Stories to tell your children

What childhood adventures or even lovely moments can you remember?  Your children will especially love hearing these – they’re from and about you as a kid!  ”Saturdays” is by Susan Perrow, one of the featured author’s in “A Loving Family”.

Saturdays

a childhood story by Susan Perrow

I was born in Tamworth, a country town in western NSW and I spent the first ten years of my life growing up in a house at the foot of the hills behind the town.  

Saturdays were my best memory.

Not the first part of Saturday, as this is when the jobs had to be done! Many jobs! My older brother David had outside things to do – trimming the edges, weeding the garden, that sort of thing. I had inside things to do – washing up, mopping the floor, dusting, that sort of thing. David used to call me ‘Rapunzel’ as I was always inside the ‘castle’ doing things while he was always outside.

But late morning, when the jobs were finished, our mother would give us a rucksack and we would head off into the hills behind the house. Inside the rucksack were two packages – some sausages wrapped in paper, and some buttered bread wrapped in paper. There was also a bottle of water and two coloured metal cups, and a box of matches. Sometimes, on a lucky day, as well as water we had a bottle of lemonade or fizzy orange.  It was adventure time!  The time we both looked forward to all week.
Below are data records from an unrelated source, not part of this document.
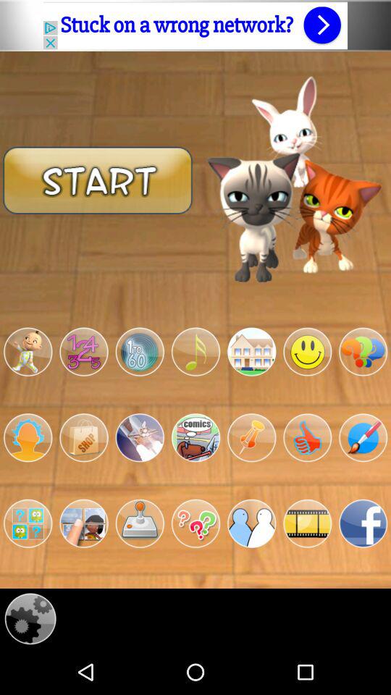 This screenshot has width=391, height=695. What do you see at coordinates (252, 437) in the screenshot?
I see `pinned games` at bounding box center [252, 437].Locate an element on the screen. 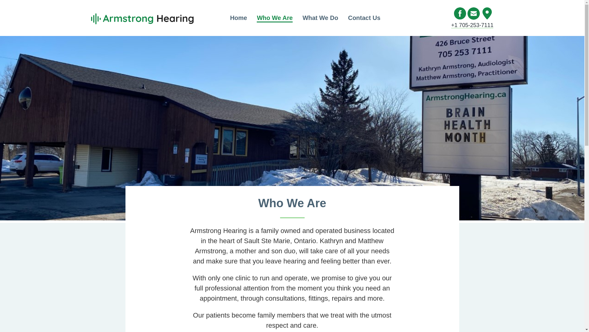 The width and height of the screenshot is (589, 332). Who We Are is located at coordinates (275, 18).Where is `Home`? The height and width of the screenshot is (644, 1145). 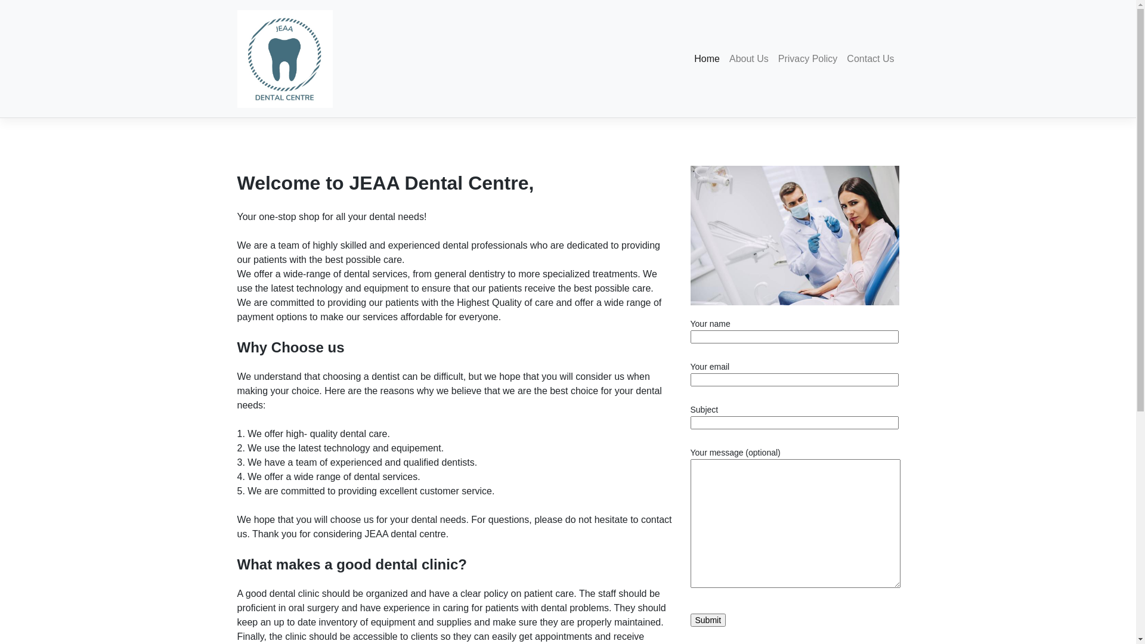
Home is located at coordinates (707, 59).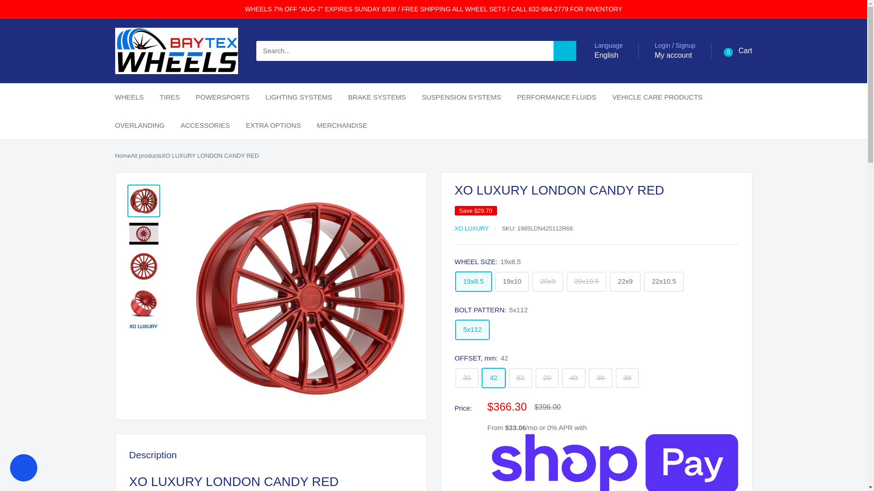  What do you see at coordinates (547, 379) in the screenshot?
I see `20` at bounding box center [547, 379].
I think I must have been about eight when these adventures started, and my brother was three years older than me. So he was the one who carried the rucksack and he was the one in charge! We would make our way up the rocky gullies, David leading the way. We had a purpose – to find a good place to build a fire to cook our lunch. A good place meant one with large flat rocks and no grass close by or overhanging trees that could catch alight.

Once our fireplace had been found we set to work gathering dry sticks and branches, and choosing forked green sticks for cooking the sausages. Some of the wrapping paper was used to get the fire going, and some was kept to help protect our precious bread from invading ants. Once the fire had settled down a little, we squatted around it with our sausage precariously balanced on the forked stick, trying to cook it evenly on every side. Of course, this was an impossible task. Invariably we ended up eating half cooked meat, or, if the sausage had fallen into the fire, some very burnt meat, if not pure charcoal. But for some strange reason, once the sausage (raw or burnt or both) was wrapped in the buttered bread, it always tasted wonderful.

On one occasion one of David’s sausages burst open and the ‘guts’ spilled out into the fire. For weeks after this event, we would dissolve into laughter at the dinner table when my brother would whisper to me -‘Remember the day when the guts fell out of the sausage’. Our parents never understood how we could laugh so much about nothing!

Once lunch was over, we used a mixture of water and dirt to put out the fire, and then packed up our rucksack. With our tummies full, we now had the rest of the afternoon to play. There seemed to be an endless line of hills and gullies to explore, and we were always on the lookout for pepper trees to climb, caves to hide in and pools of water amongst the dry hot rocks.

It was rare that the gullies had any water. Usually the creek beds were dry, but occasionally we would come across a shallow pool that glistened like a shining mirror. We would pretend we had reached the ocean and dip our hands into it to enjoy the coolness of the water. Tamworth was a long way from the coast and we often fantasised about living by the sea. It is interesting that we both ended up raising our own families within walking distance of the ocean.

Late in the afternoon we would arrive home – tired, dirty, and sometimes with scratched and burnt fingers. But, always so happy to have had such an adventure!  In another week, Saturday would come back round again. After doing our jobs, up into the gullies we would go, with the rucksack on David’s back and our ‘lunch’ wrapped up in paper parcels inside.

Yes, this was definitely one of my best childhood memories.